Mysis shrimp, frozen and flaked cyclops, formula one flakes, diced shrimp and squid, and I also soak my food in selcon from time to time. I feed my tank just about everyday.
 
I just picked up some sun polyps from a LFS. I've had them two days and I have yet to see any polyps. Even one hour after the lights go out, no extension.

Should I start to worry? Is there anything I can do to encourage the polyps to feed?
 
ZenMan:
If you have bright lights, sun coral will likely open after the main lights are off - late evening.
To provoke it open for a feeding, the best, what worked for me, was a pinch of Cyclop-eeze, added to 90g tank. Polyps open in ~15 min. But fine particles from frozen seafood should work too.

If this will not work - in a couple of days (or tomorrow) try container feeding. Removing sun coral from the tank, placing it in container with tank water, adding food. Cover from bright light. Keeping there, until eats, but within 1 hr.
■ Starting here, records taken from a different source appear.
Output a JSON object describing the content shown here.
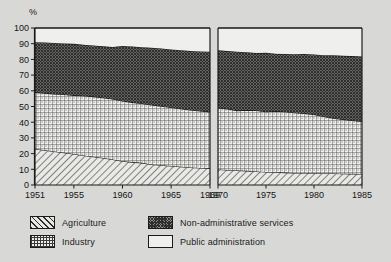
{
  "chart_data": {
    "type": "area",
    "title": "",
    "subtitle": "",
    "xlabel": "",
    "ylabel": "%",
    "ylim": [
      0,
      100
    ],
    "stacked": true,
    "stacked_to_100": true,
    "grid": false,
    "legend_position": "bottom-left",
    "yticks": [
      0,
      10,
      20,
      30,
      40,
      50,
      60,
      70,
      80,
      90,
      100
    ],
    "panels": [
      {
        "name": "panel-left",
        "x": [
          1951,
          1952,
          1953,
          1954,
          1955,
          1956,
          1957,
          1958,
          1959,
          1960,
          1961,
          1962,
          1963,
          1964,
          1965,
          1966,
          1967,
          1968,
          1969
        ],
        "xticks": [
          1951,
          1955,
          1960,
          1965,
          1969
        ],
        "xlim": [
          1951,
          1969
        ],
        "series": [
          {
            "name": "Agriculture",
            "values": [
              23.0,
              22.2,
              21.4,
              20.6,
              19.7,
              18.8,
              18.0,
              17.2,
              16.3,
              15.2,
              14.6,
              14.1,
              13.1,
              12.6,
              12.1,
              11.6,
              11.2,
              10.9,
              10.6
            ]
          },
          {
            "name": "Industry",
            "values": [
              36.0,
              36.3,
              36.6,
              37.0,
              37.4,
              38.0,
              38.3,
              38.4,
              38.5,
              38.3,
              38.0,
              37.8,
              37.9,
              37.6,
              37.3,
              37.0,
              36.6,
              36.2,
              36.0
            ]
          },
          {
            "name": "Non-administrative services",
            "values": [
              32.0,
              32.3,
              32.5,
              32.6,
              32.8,
              32.5,
              32.6,
              32.7,
              33.1,
              35.1,
              35.6,
              35.9,
              36.4,
              36.7,
              36.9,
              37.3,
              37.6,
              38.0,
              38.3
            ]
          },
          {
            "name": "Public administration",
            "values": [
              9.0,
              9.2,
              9.5,
              9.8,
              10.1,
              10.7,
              11.1,
              11.7,
              12.1,
              11.4,
              11.8,
              12.2,
              12.6,
              13.1,
              13.7,
              14.1,
              14.6,
              14.9,
              15.1
            ]
          }
        ]
      },
      {
        "name": "panel-right",
        "x": [
          1970,
          1971,
          1972,
          1973,
          1974,
          1975,
          1976,
          1977,
          1978,
          1979,
          1980,
          1981,
          1982,
          1983,
          1984,
          1985
        ],
        "xticks": [
          1970,
          1975,
          1980,
          1985
        ],
        "xlim": [
          1970,
          1985
        ],
        "series": [
          {
            "name": "Agriculture",
            "values": [
              9.9,
              9.6,
              9.3,
              9.0,
              8.6,
              8.3,
              8.1,
              7.9,
              7.7,
              7.6,
              7.5,
              7.4,
              7.3,
              7.2,
              7.1,
              7.0
            ]
          },
          {
            "name": "Industry",
            "values": [
              39.1,
              38.9,
              38.1,
              38.7,
              38.9,
              38.4,
              38.9,
              38.8,
              38.3,
              38.0,
              37.4,
              36.2,
              35.2,
              34.6,
              34.0,
              33.5
            ]
          },
          {
            "name": "Non-administrative services",
            "values": [
              36.9,
              36.8,
              37.5,
              36.9,
              36.6,
              37.5,
              36.6,
              36.7,
              37.3,
              37.8,
              38.2,
              39.1,
              40.1,
              40.6,
              41.0,
              41.3
            ]
          },
          {
            "name": "Public administration",
            "values": [
              14.1,
              14.7,
              15.1,
              15.4,
              15.9,
              15.8,
              16.4,
              16.6,
              16.7,
              16.6,
              16.9,
              17.3,
              17.4,
              17.6,
              17.9,
              18.2
            ]
          }
        ]
      }
    ],
    "legend": [
      {
        "key": "agriculture",
        "label": "Agriculture",
        "pattern": "diagonal-hatch"
      },
      {
        "key": "industry",
        "label": "Industry",
        "pattern": "cross-dotted"
      },
      {
        "key": "non-administrative-services",
        "label": "Non-administrative services",
        "pattern": "dark-crosshatch"
      },
      {
        "key": "public-administration",
        "label": "Public administration",
        "pattern": "solid-white"
      }
    ],
    "colors": {
      "agriculture": "#e7e7e4",
      "industry": "#eeeeec",
      "non_administrative_services": "#8e8e8c",
      "public_administration": "#efefed",
      "axis": "#1b1b1b",
      "background": "#d8d8d6"
    }
  }
}
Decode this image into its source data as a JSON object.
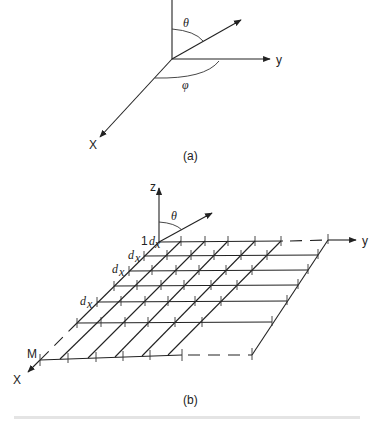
{
  "figure_a": {
    "label": "(a)",
    "axes": {
      "x": "X",
      "y": "y"
    },
    "angles": {
      "theta": "θ",
      "phi": "φ"
    }
  },
  "figure_b": {
    "label": "(b)",
    "axes": {
      "x": "X",
      "y": "y",
      "z": "z"
    },
    "angles": {
      "theta": "θ"
    },
    "row_labels": {
      "first_index": "1",
      "spacing": "d",
      "spacing_sub": "x",
      "last_index": "M"
    }
  },
  "caption": ""
}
Watch for temperature drop - double container with warm water between them may be necessary.
Then return to the tank.

For my new starved coral one container feeding was enough to make it open in the tank by itself.
More illustrated information and links to other ways to feed - here.

Good luck!
 
Here's mine several months ago:
PICT1844.jpg


Unfortunately they suffered from neglect while I was finishing up my masters but I think they've made a turn for the better with a little more personal attention :)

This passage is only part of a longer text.